Author ORCID Identifier

Higgs: https://orcid.org/0000-0002-0771-4642

Document Type

Article

Publication Date

2-1-2017

Publication Title

Aquaculture

Volume

468

Issue

Part 1

First Page

218

Last Page

225

Abstract

Understanding how the interplay between genetic and environmental factors changes over the lifetime of a species is critical when selecting broodstock to optimize production at each life stage and reduce bottlenecks in the production chain. We analyzed changes in environmental, additive genetic, and non-additive genetic contributions in growth and saltwater survival across multiple life stages of Chinook salmon (Oncorhynchus tshawytscha) in an aquaculture facility to assess the importance of each factor throughout life. We used a full-factorial breeding design and followed fish for their entire 3-year life cycle to quantify the dam and sire effect on growth and survival and partition these effects into the respective environmental and genetic components. We show for body size that maternal and non-additive effects are the most important drivers of larval size, explaining a total of 87% of total larval phenotypic variation, but decline with age. Additive genetic effects peak during the juvenile stage, explaining a maximum of 15% of the total variation in size, but are much less important at earlier and later life stages. We saw a similar pattern to saltwater survival—with non-additive effects high (42% of total variance explained) at the earliest stage measured and decreasing in later stages and additive effects playing little role. Unlike growth, there was little maternal influence on survival. Taken together, our results show that maternal and non-additive effects are important drivers of larval size but that additive effects may play a more important role with age. Non-additive effects explained the most phenotypic variance observed for survival, playing a much larger role than maternal or additive effects. Our results add to a growing body of literature suggesting careful crosses of select lines can lead to enhanced growth and survival and that these effects can be tailored to the life stages of most concern for a given system. In this way hatchery managers can best develop breeding lines for specific systems and these lines can have stable effects over many generations.

DOI

10.1016/j.aquaculture.2016.10.003

Funding Reference Number

NSERC Collaborative Research and Development (STPGP # 447241) grant

Comments

We would like to acknowledge Yellow Island Aquaculture Limited (YIAL), especially John and Ann Heath and all their wonderful staff for allowing access to their facility and all the support they provided throughout this project. This research was funded by an NSERC Collaborative Research and Development (STPGP # 447241) grant to T.E.P., D.D.H. and D.M.H.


Each line from the one holding "Given a w=1024, h=683" to the last line below must be written out exactly, with no other output.

----- Provided data

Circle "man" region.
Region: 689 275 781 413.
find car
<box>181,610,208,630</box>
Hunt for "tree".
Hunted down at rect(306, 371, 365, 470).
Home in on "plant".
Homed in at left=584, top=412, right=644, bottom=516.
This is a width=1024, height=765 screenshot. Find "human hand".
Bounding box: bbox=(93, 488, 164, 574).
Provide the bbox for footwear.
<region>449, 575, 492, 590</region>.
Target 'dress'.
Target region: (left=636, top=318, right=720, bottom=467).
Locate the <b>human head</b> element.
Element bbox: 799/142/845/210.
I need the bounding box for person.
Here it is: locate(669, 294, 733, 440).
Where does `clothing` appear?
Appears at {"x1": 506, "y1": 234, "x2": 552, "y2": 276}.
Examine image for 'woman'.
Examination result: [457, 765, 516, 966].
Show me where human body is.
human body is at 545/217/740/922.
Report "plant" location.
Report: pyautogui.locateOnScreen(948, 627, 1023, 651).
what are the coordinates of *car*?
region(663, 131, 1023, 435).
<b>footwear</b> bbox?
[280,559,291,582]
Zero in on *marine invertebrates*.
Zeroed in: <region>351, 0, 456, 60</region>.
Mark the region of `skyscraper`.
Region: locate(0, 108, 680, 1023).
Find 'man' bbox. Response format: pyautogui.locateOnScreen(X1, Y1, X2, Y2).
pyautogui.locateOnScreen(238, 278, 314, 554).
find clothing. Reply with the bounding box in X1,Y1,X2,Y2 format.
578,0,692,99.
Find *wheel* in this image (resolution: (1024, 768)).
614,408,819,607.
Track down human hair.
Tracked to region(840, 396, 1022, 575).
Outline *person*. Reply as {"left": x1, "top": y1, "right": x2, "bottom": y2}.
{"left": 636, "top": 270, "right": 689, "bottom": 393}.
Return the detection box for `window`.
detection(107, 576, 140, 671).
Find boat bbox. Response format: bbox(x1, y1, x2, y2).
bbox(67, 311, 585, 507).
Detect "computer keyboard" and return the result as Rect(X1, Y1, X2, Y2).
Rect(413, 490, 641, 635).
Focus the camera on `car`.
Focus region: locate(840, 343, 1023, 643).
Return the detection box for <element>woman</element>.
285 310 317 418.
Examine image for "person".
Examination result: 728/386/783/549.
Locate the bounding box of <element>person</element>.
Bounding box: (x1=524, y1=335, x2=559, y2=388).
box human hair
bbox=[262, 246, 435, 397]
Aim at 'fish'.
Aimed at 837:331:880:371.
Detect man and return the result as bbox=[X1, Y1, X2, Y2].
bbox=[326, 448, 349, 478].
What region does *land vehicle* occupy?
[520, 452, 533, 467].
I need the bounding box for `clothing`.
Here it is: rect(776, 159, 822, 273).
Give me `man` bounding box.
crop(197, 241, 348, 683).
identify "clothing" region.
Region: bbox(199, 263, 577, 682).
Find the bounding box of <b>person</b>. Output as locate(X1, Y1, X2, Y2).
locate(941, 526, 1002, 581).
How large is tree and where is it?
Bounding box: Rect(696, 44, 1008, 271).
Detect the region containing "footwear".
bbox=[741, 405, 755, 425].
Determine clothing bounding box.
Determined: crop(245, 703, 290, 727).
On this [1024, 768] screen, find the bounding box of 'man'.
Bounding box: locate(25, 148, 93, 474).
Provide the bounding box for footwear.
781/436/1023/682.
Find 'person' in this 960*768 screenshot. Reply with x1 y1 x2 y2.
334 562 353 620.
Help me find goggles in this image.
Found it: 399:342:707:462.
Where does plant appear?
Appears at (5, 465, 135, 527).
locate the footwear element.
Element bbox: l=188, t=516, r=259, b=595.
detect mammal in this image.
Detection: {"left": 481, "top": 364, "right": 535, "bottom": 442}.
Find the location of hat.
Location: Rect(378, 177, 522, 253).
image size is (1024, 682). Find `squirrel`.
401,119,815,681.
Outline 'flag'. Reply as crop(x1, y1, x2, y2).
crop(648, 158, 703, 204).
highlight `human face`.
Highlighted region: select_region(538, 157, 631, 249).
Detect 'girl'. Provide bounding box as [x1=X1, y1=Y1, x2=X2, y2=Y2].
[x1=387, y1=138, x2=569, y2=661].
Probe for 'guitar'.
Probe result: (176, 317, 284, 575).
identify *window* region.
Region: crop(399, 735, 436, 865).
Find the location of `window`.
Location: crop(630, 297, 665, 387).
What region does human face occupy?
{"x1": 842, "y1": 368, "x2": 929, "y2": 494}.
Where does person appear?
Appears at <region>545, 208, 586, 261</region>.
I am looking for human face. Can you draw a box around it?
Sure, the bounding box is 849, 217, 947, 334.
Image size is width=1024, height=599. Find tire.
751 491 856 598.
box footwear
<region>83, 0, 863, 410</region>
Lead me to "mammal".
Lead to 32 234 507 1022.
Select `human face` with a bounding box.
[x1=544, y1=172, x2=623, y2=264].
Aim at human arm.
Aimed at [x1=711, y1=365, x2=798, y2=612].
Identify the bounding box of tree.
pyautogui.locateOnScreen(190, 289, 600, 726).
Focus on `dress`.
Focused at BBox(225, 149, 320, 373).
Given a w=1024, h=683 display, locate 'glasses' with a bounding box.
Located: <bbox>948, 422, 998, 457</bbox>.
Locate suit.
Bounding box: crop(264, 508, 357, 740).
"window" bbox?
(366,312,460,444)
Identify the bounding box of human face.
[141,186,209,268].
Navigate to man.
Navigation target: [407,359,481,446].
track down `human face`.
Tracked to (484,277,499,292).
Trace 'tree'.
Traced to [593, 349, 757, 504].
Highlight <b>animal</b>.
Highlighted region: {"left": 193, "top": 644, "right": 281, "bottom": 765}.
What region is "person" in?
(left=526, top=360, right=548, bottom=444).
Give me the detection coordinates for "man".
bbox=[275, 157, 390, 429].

----------

▶ [Solution]
Given a w=1024, h=683 display, locate 'glasses' with a bounding box.
Located: <bbox>948, 422, 998, 457</bbox>.
Locate suit.
Bounding box: crop(264, 508, 357, 740).
"window" bbox?
(366,312,460,444)
Identify the bounding box of human face.
[141,186,209,268].
Navigate to man.
Navigation target: [407,359,481,446].
track down `human face`.
Tracked to (484,277,499,292).
Trace 'tree'.
Traced to [593, 349, 757, 504].
Highlight <b>animal</b>.
Highlighted region: {"left": 193, "top": 644, "right": 281, "bottom": 765}.
What region is "person" in?
(left=526, top=360, right=548, bottom=444).
Give me the detection coordinates for "man".
bbox=[275, 157, 390, 429].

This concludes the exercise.